Many factors contribute to homelessness, including extreme poverty, extended periods of unemployment, shortages of low-income housing, deinstitutionalization, and substance abuse. As a result, the needs of people who are homeless are broad and complex. This needs assessment used literature reviews, review of local documents and reports, participant observation, focus groups, and reflective journals to guide the development of an occupational performance skills program at one homeless shelter in south Florida. Through these methods, the role of occupational therapy was extended beyond direct service to include program and resource development, staff education, advocacy, and staff–resident mediation. The findings of the needs assessment and the actions taken as a result of this work point to the huge potential for occupational therapists and students to work together with staff and residents of homeless shelters.

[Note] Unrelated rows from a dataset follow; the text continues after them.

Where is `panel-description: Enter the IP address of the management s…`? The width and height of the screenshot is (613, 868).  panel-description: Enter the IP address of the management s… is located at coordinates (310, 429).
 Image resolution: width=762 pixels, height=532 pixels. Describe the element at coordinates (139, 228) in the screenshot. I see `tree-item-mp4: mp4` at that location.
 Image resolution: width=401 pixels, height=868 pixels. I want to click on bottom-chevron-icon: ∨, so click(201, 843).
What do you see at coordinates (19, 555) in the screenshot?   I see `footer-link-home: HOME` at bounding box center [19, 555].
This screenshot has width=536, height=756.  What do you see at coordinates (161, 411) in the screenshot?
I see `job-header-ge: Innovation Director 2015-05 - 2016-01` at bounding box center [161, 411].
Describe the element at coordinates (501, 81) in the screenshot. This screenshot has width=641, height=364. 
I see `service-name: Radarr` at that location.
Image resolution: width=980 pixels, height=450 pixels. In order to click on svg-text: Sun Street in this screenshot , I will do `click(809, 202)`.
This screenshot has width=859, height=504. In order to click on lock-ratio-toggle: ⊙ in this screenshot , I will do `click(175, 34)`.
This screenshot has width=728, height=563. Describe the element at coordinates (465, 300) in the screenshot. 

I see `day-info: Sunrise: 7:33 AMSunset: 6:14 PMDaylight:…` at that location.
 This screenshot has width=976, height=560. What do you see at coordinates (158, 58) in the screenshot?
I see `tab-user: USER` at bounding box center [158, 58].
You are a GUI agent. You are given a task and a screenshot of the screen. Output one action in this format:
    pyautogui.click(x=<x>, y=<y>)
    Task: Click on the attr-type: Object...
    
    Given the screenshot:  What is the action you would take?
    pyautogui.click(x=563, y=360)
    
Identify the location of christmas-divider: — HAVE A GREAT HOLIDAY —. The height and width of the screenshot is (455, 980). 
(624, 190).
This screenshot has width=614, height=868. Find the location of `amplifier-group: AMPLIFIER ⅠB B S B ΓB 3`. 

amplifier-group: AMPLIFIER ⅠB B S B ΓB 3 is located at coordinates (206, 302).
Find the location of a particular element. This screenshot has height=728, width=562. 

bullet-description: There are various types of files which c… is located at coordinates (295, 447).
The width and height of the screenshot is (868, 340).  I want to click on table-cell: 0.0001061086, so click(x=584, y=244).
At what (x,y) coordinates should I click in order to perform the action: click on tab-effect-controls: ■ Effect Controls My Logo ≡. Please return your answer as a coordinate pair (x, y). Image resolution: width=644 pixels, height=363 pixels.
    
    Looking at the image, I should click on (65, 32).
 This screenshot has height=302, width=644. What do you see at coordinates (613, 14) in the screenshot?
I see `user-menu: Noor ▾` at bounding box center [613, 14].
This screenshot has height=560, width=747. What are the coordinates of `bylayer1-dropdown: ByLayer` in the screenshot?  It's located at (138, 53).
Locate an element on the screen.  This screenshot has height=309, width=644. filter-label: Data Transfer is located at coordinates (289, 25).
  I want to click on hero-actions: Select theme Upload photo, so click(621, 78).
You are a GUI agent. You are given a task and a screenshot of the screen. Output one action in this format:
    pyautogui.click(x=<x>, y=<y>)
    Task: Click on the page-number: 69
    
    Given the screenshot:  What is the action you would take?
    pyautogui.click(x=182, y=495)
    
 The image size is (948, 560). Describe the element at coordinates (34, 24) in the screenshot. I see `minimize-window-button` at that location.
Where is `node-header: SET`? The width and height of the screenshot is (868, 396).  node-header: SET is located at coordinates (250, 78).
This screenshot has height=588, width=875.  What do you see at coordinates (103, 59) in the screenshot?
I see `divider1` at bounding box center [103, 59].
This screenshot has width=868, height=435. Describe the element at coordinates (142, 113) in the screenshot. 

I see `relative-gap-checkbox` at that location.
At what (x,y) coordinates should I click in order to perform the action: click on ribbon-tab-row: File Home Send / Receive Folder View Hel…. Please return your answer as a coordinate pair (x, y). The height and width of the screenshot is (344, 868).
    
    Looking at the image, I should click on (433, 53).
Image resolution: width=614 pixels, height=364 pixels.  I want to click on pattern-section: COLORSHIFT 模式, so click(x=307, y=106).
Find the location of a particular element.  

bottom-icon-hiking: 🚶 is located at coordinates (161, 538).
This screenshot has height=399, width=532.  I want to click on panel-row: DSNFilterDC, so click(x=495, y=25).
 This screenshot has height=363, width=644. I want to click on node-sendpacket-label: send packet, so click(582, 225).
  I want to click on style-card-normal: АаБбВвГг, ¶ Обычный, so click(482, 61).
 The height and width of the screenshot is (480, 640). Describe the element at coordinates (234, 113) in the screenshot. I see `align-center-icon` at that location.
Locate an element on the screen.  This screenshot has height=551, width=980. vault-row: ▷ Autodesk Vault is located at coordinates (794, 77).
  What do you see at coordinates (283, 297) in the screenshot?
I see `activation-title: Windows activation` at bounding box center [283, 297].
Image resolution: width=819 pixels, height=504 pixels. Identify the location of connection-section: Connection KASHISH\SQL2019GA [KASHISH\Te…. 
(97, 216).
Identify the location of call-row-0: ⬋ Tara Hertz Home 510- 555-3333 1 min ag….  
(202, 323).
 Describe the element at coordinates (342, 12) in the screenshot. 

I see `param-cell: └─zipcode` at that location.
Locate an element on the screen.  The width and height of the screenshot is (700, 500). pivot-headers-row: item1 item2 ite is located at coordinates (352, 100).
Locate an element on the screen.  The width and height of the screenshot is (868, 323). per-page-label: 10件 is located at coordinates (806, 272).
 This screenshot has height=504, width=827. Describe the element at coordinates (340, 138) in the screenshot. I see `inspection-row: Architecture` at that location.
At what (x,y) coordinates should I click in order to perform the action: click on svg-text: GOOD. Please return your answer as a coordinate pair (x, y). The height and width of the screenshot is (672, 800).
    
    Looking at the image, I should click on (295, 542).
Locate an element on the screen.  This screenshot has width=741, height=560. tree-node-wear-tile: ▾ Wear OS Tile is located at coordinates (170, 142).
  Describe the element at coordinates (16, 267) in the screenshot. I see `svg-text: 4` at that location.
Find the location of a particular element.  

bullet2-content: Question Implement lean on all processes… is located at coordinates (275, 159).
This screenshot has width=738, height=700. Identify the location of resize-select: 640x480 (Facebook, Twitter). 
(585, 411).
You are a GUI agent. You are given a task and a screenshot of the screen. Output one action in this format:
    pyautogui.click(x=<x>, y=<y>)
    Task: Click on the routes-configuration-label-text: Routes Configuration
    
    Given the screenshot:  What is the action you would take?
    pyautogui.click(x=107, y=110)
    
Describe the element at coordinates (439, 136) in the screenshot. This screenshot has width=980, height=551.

The purpose of this study was to examine the current research performance patterns of occupational therapy faculty, identify factors that influence individual faculty members productivity, and compare current faculty research performance with earlier studies in occupational therapy. Survey questionnaires from 158 faculty members were analyzed. Compared to earlier data, the results showed that today’s occupational therapy faculty members have obtained higher degrees, published more refereed articles, acquired larger external grants, stayed in academia longer, and developed clinical specialty areas. Tenured senior faculty members spent more time on research-related tasks, produced more publications and grants, and perceived institutional factors as more favorable for research than did untenured faculty in lower ranks. The overall enhancement in productivity among occupational therapy faculty members in the 1990s suggests an increase in academic scholarly activities.